Odds are Prokofiev’s picaresque Peter and the Wolf was one of your memorable early experiences of live ensemble music. Shockingly, your kids may not enjoy that same opportunity after yesterday’s disastrous ruling in a case involving international orchestral music and other foreign works removed from the public domain:
In 1994 Congress changed U.S. copyright law to conform with an international copyright agreement. The new law reapplied copyright to millions of works that had long been free for anyone to use without permission.
Mr. Golan had argued that taking works back out of the public domain would hinder creativity by making artists more cautious about remixing or otherwise using works, fearing their status could change in the future in a way that required payment to copyright holders. More broadly, academics have expressed concern that upholding the 1994 law would make it much more difficult to write books or assemble course readings without having to deal with a host of legal hurdles – or just prohibitively expensive fees – to avoid violating copyrights.

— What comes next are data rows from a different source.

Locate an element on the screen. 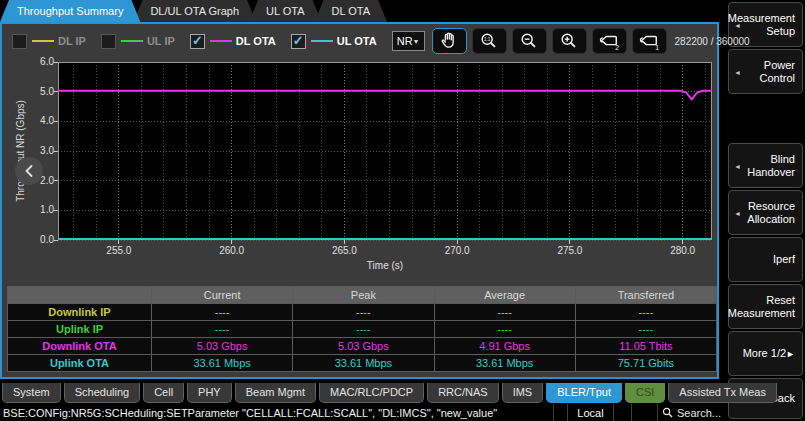  svg-text: 2 is located at coordinates (617, 48).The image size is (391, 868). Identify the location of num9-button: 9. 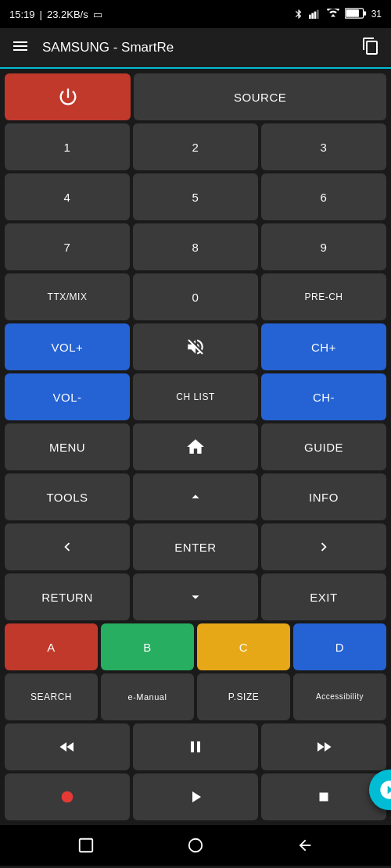
(324, 247).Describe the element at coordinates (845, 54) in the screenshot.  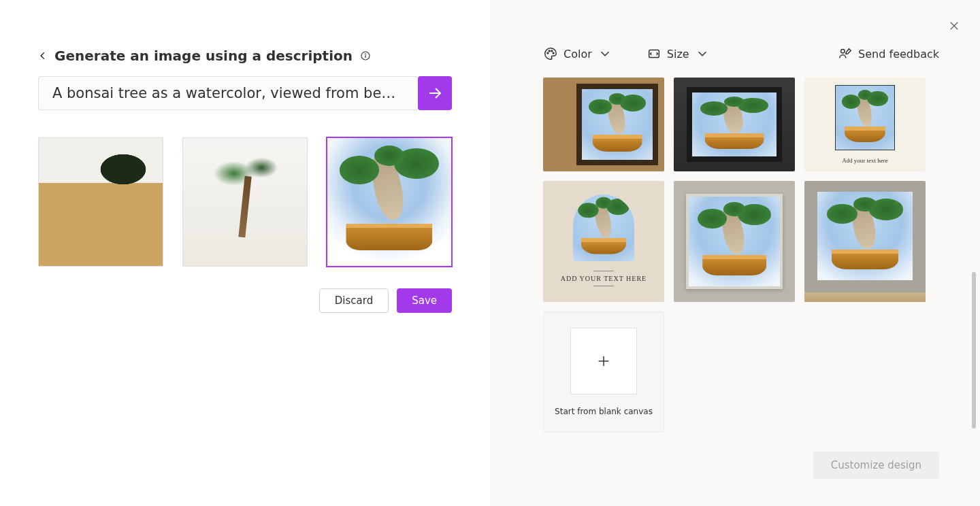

The decision – in which intellectual property rights holders won big over orchestras, performing arts organizations, creatives and scholars – likely means that a generation’s worth of cultural treasures will become less accessible to the broader public.
And we pay taxes for this? First Congress through legislation and now the Supreme Court in this ruling: Keeping us safe, apparently, from the likes of Prokofiev and Shostakovich.